Anatomy of a Japanese spider crab
How many legs does a spider crab have?
The Japanese spider leg has ten legs: eight walking legs and two legs that have claws (known as chelipeds). The chelipeds of an adult male are considerably longer than his walking legs, while an adult female has chelipeds shorter than her walking legs. Japanese spider crabs may lose one or more of their legs if torn off by a predator or trawl net. These missing legs can regrow when the crab molts.
Where do spider crabs live?
Japanese spider crabs live on the seafloor along Japan’s Pacific coast. They are found primarily on the sandy and rocky continental shelf and slope.
When adult crabs are ready to spawn, they migrate to shallower waters, about 160 feet (50 meters) deep. Younger crabs also live in shallower, warmer waters, and migrate down to deeper waters as adults.
What do spider crabs eat?
These slow-moving crabs spend much of their time walking on the seafloor searching for food—they do not swim.

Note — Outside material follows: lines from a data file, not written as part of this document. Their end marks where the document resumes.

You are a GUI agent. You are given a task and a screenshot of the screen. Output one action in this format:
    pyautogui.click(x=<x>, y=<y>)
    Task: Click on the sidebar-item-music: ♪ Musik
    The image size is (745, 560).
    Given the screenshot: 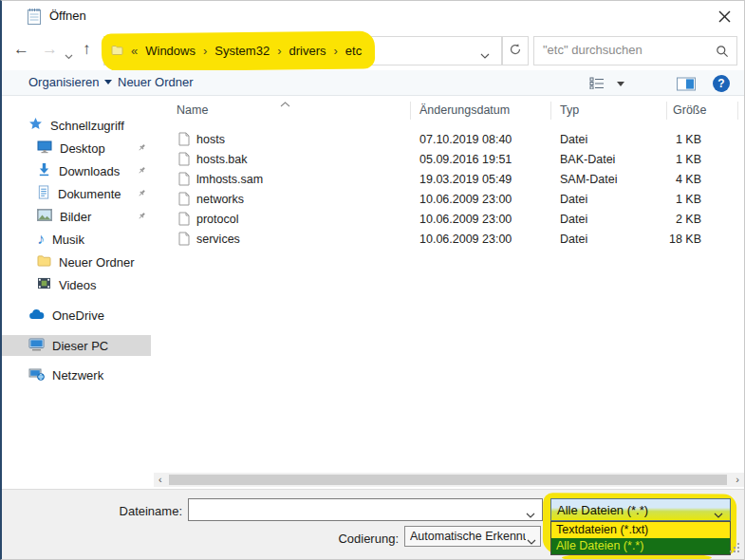 What is the action you would take?
    pyautogui.click(x=76, y=239)
    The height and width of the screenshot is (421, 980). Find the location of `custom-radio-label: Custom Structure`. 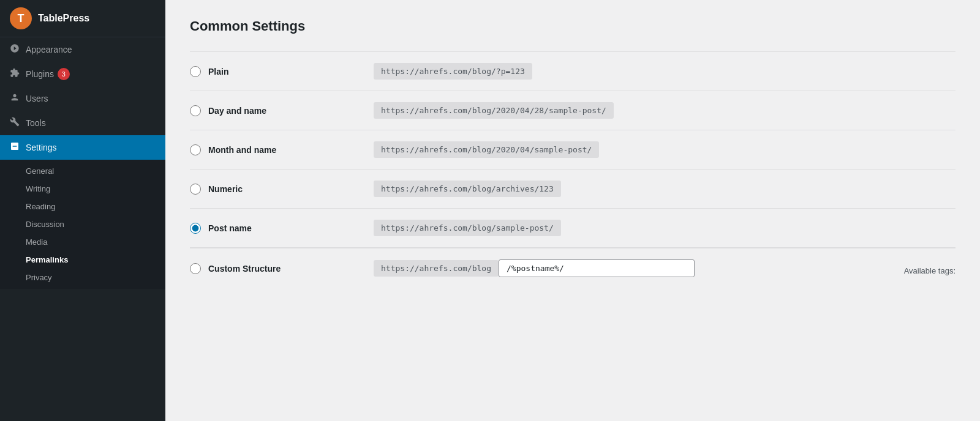

custom-radio-label: Custom Structure is located at coordinates (276, 269).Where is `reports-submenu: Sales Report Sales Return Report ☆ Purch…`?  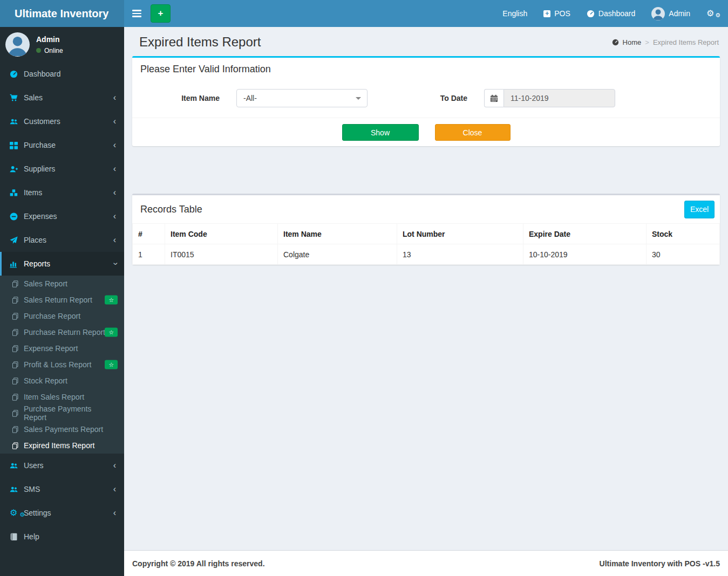 reports-submenu: Sales Report Sales Return Report ☆ Purch… is located at coordinates (62, 365).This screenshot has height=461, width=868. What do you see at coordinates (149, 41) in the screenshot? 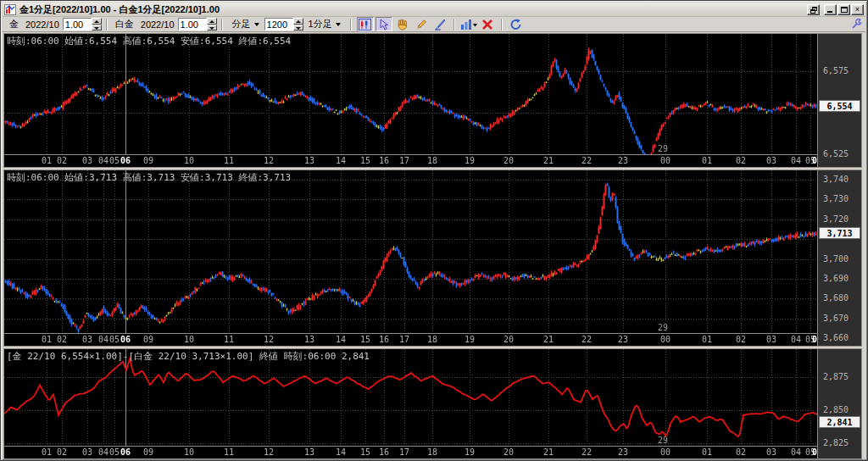
I see `gold-chart-header: 時刻:06:00 始値:6,554 高値:6,554 安値:6,554 終値:6…` at bounding box center [149, 41].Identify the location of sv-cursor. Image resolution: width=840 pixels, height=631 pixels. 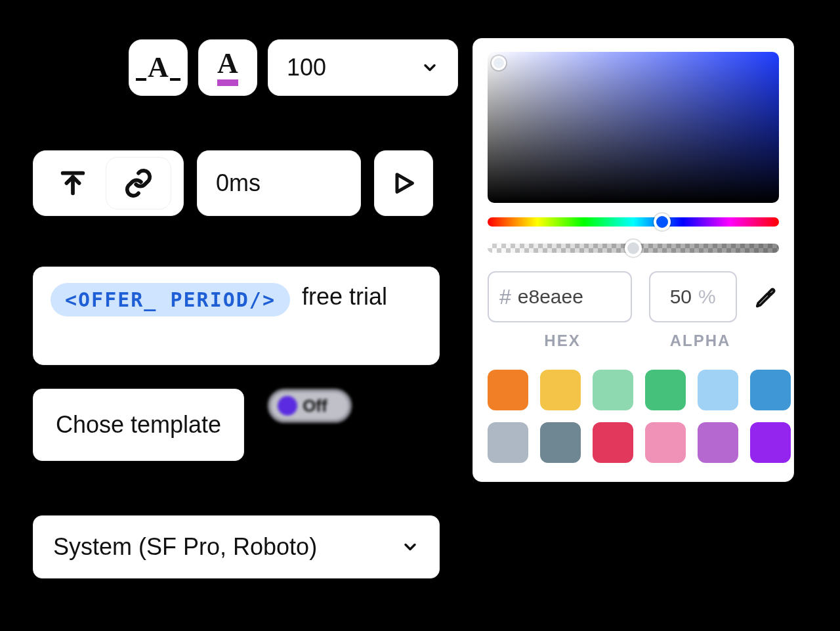
(499, 63).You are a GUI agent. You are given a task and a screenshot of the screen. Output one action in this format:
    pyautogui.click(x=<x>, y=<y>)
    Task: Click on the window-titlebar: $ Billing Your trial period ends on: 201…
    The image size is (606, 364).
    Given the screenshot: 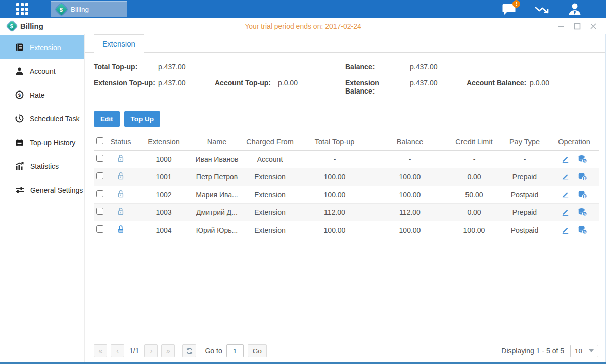 What is the action you would take?
    pyautogui.click(x=303, y=26)
    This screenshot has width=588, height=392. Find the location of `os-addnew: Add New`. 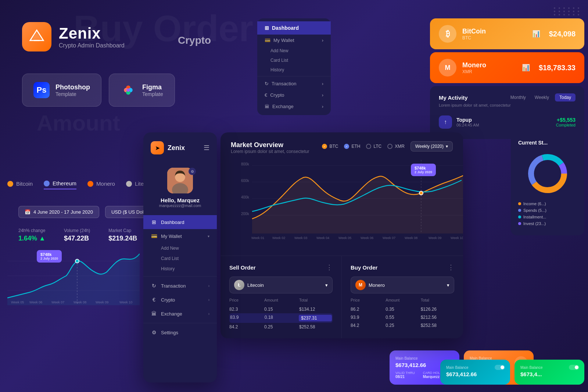

os-addnew: Add New is located at coordinates (294, 51).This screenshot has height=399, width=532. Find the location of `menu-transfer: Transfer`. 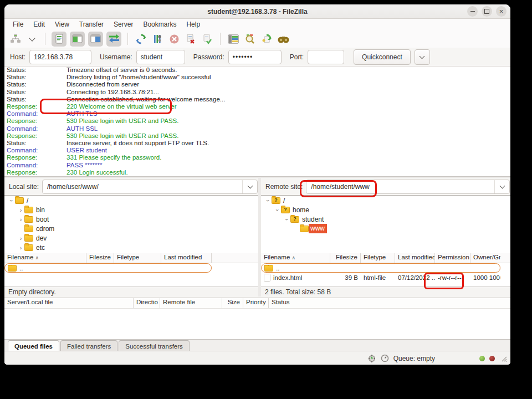

menu-transfer: Transfer is located at coordinates (91, 24). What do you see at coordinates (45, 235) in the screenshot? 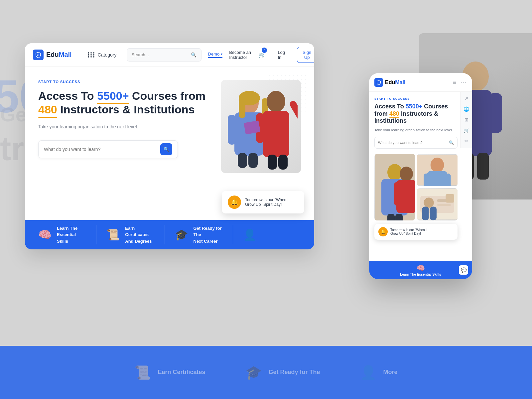
I see `brain-icon-1: 🧠` at bounding box center [45, 235].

Instead of hunting, these scavengers look for dead and decaying matter along the seafloor. Their diet includes dead or decaying fish, invertebrates, and algae. While most of what they eat is dead, they are known to sometimes pry open mollusks, tear and eat live algae, and catch small marine invertebrates.
Predators
The large size and armored exoskeleton of Japanese spider crabs discourages most ocean predators, but a hungry octopus or a trawling net may snag and tear off one of the crab’s long, delicate limbs. Japanese spider crabs are most vulnerable to predators right after molting—after they shed their exoskeleton and before the new shell hardens.
Giant spider crabs also use camouflage—their bumpy shell helps them blend into the rocky ocean floor. Juvenile spider crabs will also decorate their shells with sponges or kelp to better camouflage themselves from predators. Full-grown Japanese spider crabs rely more on their size and their claws to ward off predators.

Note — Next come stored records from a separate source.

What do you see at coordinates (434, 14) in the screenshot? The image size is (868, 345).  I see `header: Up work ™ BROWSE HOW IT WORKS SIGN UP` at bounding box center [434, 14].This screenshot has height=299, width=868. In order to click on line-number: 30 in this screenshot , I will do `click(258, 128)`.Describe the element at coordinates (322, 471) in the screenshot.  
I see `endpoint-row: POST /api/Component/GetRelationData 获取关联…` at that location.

Humans eat these crabs as a delicacy during crab-fishing season. But, since adult crabs live deep in the water, they are challenging for humans to catch. Efforts are being made to protect these animals and their populations from the danger of overfishing.
At the Aquarium
When one of our crabs shows signs of molting, we move them to their own private penthouse so they can shed their old exoskeleton and let their new exoskeleton harden in peace.
Since Japanese spider crabs are opportunistic scavengers, our aquarists feed them a variety of diet items, in a variety of sizes.
Conservation
Over the past 40 years, the catch of Japanese spider crabs has declined. To help the population recover, Japanese law bans fishing for this species during its mating season.

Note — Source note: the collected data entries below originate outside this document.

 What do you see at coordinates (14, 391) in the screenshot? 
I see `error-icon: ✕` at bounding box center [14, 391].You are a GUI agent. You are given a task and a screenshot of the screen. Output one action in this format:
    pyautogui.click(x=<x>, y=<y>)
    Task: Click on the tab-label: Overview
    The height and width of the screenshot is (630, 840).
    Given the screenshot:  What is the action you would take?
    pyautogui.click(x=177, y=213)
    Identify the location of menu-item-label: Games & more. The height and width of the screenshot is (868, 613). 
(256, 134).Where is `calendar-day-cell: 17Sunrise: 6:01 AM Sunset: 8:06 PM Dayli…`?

Rising ocean temperatures due to climate change may negatively impact this species by reducing the number of larvae that survive to become adults and by degrading seaweed beds that could reduce the amount of food that falls to the seafloor where the crabs live.
Cool facts
- This crab’s carapace stays the same size once it becomes an adult, but the legs keep growing.
- These crabs are thought to live 50 to 100 years.
- Female Japanese spider crabs can lay up to 1.5 million eggs in a season, but only a few survive.